Russian tourists in Türkiye are running into serious problems when trying to pay by QR code through the Faster Payments System, known as SBP, according to Russian media reports published this week. Some banks are suspending transactions at the till for up to 24 hours over anti-fraud checks, leaving holidaymakers unable to pay in shops, restaurants or pharmacies at the height of the summer season.
The issue has intensified since SBP payment services began operating in Türkiye in April 2026. Over the summer, users of Sber in particular have reported blocked payments, refused transactions and temporary holds on funds, according to Izvestiya and The Moscow Times.
One tourist, identified only as Yuri, told Izvestiya he repeatedly tried to pay by QR code in shops and cafes in Istanbul and Antalya, but Sber suspended the transfer every time. A correspondent for the same outlet reported experiencing an identical problem. Complaints about blocked SBP payments in Türkiye have also surfaced in travellers’ chat groups on Telegram, where one user described being redirected to another bank’s confirmation page, only for the payment to be frozen for 24 hours regardless.
The disruption is not confined to individual travellers. Mahmut Dikbas, who owns a chain of hotels in Antalya, confirmed to Russian media that some venues connected to Russian banking services process SBP payments smoothly, while others generate repeated failures. Sber has said that payments through SBP may be suspended “for security purposes.”
According to a statement relayed through the bank’s own support chat, the holds are linked to additional protective measures introduced in response to a rise in fraud cases. Customers are advised to retry the payment after 24 hours or to use another person’s card as a workaround, a suggestion experts say is impractical for a simple purchase at checkout.
The timing coincides with a broader regulatory shift in Russia. In late June 2026, President Vladimir Putin signed a law allowing banks to block customer money transfers, including both card payments and SBP transfers, for up to six hours if the transaction appears suspicious. That change applies domestically as well as to cross-border transactions of the kind causing problems for tourists in Türkiye.
Valeria Smirnova, an expert on legal risk in the digital environment, said attempts to pay by QR code from abroad routinely trigger banks’ automatic anti-fraud screening. She explained that the system flags transactions made from an unfamiliar IP address, through a new payment method, or when money is being sent to a recipient for the first time. “A restaurant, shop or pharmacy will not wait a day for the bank to clear a payment. In practice, the payment tool exists on paper but cannot actually be used by the customer,” Smirnova said.
Alexey Egarmin, chief executive of the Russian-Turkish Business Council under the Chamber of Commerce and Industry, said the payment chain for these transactions involves several intermediaries, and technical problems can arise at any stage of that process. He and other specialists argue that banks should warn customers in advance about possible restrictions overseas and move to approve safe transactions more quickly rather than defaulting to blanket delays.
Travel and legal specialists are recommending that tourists check the rules for using SBP abroad with their bank before departing for Türkiye and, where possible, notify the bank of their travel plans in advance. They also advise using the standard QR payment method, in which the merchant’s terminal or app pre-fills the product and purchase amount, rather than completing a transfer to a phone number, which carries a higher fraud-check risk and should be cancelled if prompted.
Albert Anufriev, a lawyer and managing partner at Forseti and Ting, said many Russian financial institutions now offer debit cards issued by banks in third countries, such as Kazakhstan or Kyrgyzstan, as a practical backup. Cash remains the simplest fallback option, particularly for travellers who may face intermittent restrictions on Russian payment services at the point of sale.
The reports highlight a growing practical problem for Russian visitors in one of the country’s most popular overseas destinations. A payment system that works on paper can fail at the checkout counter, creating friction for travellers who have come to rely on cashless and mobile payments while abroad. As SBP usage expands across more of Türkiye’s tourist regions, experts say the solution lies not in loosening fraud controls but in making bank confirmation faster and clearer, so a legitimate purchase does not turn into a day-long delay.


| TASK |
In the records below, find each line that holds "chart" and return it.

Start of GIVEN DATA

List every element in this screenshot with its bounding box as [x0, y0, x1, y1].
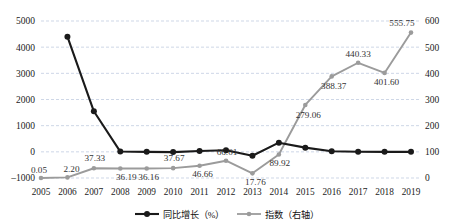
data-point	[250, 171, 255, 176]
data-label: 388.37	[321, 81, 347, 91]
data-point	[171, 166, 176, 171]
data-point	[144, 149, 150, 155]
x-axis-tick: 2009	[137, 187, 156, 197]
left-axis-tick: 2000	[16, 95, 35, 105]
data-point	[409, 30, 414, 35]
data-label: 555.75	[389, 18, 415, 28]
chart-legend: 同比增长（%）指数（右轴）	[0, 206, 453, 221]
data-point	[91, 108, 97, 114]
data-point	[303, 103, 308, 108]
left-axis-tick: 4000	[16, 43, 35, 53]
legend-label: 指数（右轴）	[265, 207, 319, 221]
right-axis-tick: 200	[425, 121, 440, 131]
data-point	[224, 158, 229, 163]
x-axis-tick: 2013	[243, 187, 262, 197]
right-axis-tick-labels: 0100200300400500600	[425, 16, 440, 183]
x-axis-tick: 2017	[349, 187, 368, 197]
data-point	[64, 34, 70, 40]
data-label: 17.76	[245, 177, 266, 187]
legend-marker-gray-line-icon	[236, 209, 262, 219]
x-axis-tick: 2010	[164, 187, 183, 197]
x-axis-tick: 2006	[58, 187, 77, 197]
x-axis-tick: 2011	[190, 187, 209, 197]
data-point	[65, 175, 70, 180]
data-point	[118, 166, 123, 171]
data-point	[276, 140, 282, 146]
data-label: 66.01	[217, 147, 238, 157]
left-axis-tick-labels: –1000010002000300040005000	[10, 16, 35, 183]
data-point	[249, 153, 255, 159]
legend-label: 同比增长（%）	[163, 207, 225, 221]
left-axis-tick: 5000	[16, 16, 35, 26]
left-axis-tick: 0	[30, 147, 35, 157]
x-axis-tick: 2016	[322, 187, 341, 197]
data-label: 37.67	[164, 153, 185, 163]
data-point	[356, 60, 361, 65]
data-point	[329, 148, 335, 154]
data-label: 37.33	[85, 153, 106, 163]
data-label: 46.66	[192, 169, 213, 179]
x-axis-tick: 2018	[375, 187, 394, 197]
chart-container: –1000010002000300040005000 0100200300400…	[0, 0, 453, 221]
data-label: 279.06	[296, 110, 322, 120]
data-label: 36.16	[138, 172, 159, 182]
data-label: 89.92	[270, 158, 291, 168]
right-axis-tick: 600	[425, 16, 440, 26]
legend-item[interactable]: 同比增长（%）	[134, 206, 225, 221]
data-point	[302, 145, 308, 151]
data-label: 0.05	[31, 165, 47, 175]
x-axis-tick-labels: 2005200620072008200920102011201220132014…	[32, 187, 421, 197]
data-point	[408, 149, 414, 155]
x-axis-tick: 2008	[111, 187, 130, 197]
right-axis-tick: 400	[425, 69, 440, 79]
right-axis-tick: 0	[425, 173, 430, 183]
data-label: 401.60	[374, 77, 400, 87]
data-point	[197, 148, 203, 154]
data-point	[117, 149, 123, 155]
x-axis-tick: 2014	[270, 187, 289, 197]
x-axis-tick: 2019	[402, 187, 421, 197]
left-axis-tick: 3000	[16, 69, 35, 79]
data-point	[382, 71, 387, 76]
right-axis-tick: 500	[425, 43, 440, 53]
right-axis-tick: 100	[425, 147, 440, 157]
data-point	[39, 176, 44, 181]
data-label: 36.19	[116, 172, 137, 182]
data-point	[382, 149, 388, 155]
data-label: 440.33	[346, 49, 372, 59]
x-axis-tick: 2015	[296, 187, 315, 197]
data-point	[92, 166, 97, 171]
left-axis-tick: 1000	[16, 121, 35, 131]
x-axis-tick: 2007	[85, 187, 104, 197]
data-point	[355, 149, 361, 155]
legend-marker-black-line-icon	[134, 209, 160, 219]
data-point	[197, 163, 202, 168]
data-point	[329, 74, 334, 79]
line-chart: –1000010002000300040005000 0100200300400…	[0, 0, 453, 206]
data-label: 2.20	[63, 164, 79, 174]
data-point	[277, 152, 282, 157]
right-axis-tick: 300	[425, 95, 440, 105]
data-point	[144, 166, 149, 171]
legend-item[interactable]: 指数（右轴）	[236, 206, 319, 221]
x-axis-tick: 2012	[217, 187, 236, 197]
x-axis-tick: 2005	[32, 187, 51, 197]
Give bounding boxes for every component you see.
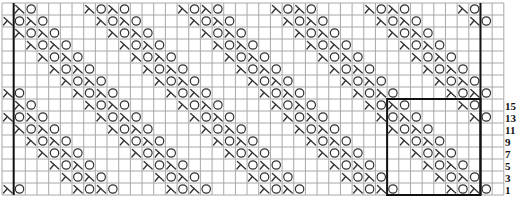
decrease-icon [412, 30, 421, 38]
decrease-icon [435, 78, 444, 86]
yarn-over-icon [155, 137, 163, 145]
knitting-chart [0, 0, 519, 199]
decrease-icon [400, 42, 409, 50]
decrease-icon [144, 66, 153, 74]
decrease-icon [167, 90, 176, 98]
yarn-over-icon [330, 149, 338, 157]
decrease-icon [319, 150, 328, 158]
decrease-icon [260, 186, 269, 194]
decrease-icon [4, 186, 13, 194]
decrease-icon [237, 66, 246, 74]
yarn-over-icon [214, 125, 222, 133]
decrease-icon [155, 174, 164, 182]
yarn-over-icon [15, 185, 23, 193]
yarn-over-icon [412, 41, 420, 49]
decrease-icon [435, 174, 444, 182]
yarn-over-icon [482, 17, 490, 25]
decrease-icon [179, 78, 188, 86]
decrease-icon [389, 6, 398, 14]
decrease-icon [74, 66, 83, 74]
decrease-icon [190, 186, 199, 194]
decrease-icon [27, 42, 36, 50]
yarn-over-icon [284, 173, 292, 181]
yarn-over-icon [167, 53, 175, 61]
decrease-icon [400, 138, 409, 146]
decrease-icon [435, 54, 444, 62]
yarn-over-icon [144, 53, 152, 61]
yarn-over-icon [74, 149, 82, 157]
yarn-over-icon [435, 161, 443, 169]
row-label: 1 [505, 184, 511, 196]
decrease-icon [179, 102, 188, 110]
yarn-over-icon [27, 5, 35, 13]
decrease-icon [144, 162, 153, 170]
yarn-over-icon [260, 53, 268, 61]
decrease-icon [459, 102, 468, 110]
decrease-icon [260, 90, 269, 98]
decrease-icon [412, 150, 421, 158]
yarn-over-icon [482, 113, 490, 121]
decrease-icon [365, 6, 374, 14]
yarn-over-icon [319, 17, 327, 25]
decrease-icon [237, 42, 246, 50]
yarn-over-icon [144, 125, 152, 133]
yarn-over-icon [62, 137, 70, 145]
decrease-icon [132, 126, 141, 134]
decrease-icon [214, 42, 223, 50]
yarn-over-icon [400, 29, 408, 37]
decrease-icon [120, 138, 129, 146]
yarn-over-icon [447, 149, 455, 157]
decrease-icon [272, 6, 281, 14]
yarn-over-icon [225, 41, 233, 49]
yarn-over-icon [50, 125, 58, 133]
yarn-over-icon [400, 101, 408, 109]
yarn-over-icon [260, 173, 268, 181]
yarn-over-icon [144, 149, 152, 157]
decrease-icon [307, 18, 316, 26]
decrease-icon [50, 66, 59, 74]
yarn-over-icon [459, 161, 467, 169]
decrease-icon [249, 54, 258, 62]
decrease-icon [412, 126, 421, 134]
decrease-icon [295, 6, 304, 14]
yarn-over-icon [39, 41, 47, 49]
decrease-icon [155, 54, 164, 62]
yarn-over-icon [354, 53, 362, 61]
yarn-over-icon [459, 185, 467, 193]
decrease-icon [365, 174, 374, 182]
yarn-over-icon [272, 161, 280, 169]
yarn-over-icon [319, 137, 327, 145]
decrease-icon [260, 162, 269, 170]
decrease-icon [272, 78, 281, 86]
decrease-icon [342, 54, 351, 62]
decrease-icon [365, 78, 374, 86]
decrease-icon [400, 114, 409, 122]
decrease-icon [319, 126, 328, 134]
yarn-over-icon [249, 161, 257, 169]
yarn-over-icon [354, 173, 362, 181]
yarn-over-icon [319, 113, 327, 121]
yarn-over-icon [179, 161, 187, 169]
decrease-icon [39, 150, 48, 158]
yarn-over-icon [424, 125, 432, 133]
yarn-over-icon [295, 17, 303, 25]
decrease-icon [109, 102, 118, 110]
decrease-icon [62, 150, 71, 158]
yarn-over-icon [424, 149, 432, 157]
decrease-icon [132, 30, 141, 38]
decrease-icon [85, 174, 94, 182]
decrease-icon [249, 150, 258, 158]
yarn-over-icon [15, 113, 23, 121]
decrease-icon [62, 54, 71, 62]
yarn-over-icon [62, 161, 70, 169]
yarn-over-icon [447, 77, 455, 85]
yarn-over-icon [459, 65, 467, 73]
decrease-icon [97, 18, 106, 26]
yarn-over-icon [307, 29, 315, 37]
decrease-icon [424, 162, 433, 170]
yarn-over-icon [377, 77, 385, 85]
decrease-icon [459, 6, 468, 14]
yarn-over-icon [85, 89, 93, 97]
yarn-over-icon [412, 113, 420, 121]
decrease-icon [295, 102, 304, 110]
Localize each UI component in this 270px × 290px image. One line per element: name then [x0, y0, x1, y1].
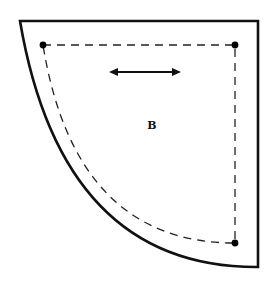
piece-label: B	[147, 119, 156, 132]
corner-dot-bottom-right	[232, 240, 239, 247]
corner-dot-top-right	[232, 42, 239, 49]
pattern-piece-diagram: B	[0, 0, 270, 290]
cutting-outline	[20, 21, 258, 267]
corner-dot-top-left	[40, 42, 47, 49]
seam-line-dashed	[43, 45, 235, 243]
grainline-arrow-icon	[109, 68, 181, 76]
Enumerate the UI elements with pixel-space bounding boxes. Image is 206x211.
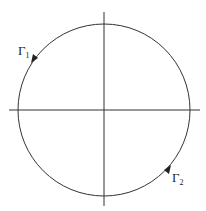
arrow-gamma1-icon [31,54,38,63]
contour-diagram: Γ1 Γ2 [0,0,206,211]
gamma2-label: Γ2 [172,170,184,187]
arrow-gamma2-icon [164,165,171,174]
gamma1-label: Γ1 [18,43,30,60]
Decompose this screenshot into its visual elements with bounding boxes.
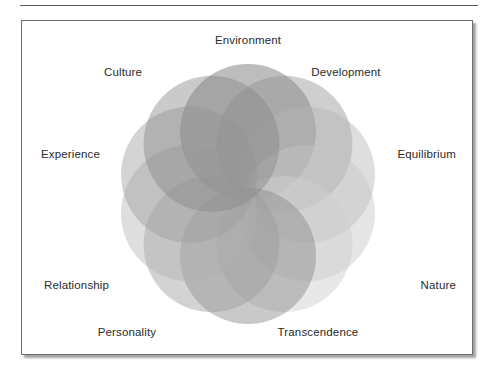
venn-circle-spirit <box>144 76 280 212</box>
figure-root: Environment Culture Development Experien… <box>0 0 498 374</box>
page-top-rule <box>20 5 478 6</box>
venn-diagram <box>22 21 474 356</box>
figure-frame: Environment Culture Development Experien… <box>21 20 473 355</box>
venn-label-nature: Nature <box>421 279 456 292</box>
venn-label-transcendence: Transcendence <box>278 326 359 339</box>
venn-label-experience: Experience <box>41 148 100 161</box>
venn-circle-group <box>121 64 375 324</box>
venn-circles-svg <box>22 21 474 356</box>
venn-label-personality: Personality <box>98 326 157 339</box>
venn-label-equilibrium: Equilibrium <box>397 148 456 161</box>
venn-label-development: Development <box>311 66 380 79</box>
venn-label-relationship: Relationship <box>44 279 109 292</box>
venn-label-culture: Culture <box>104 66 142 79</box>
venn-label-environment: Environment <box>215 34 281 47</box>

End of GIVEN DATA

| ANSWER TO THE EXERCISE |
chart-legend: 同比增长（%）指数（右轴）	[0, 206, 453, 221]
chart-container: –1000010002000300040005000 0100200300400…	[0, 0, 453, 221]
line-chart: –1000010002000300040005000 0100200300400…	[0, 0, 453, 206]
knitting-chart [0, 0, 519, 199]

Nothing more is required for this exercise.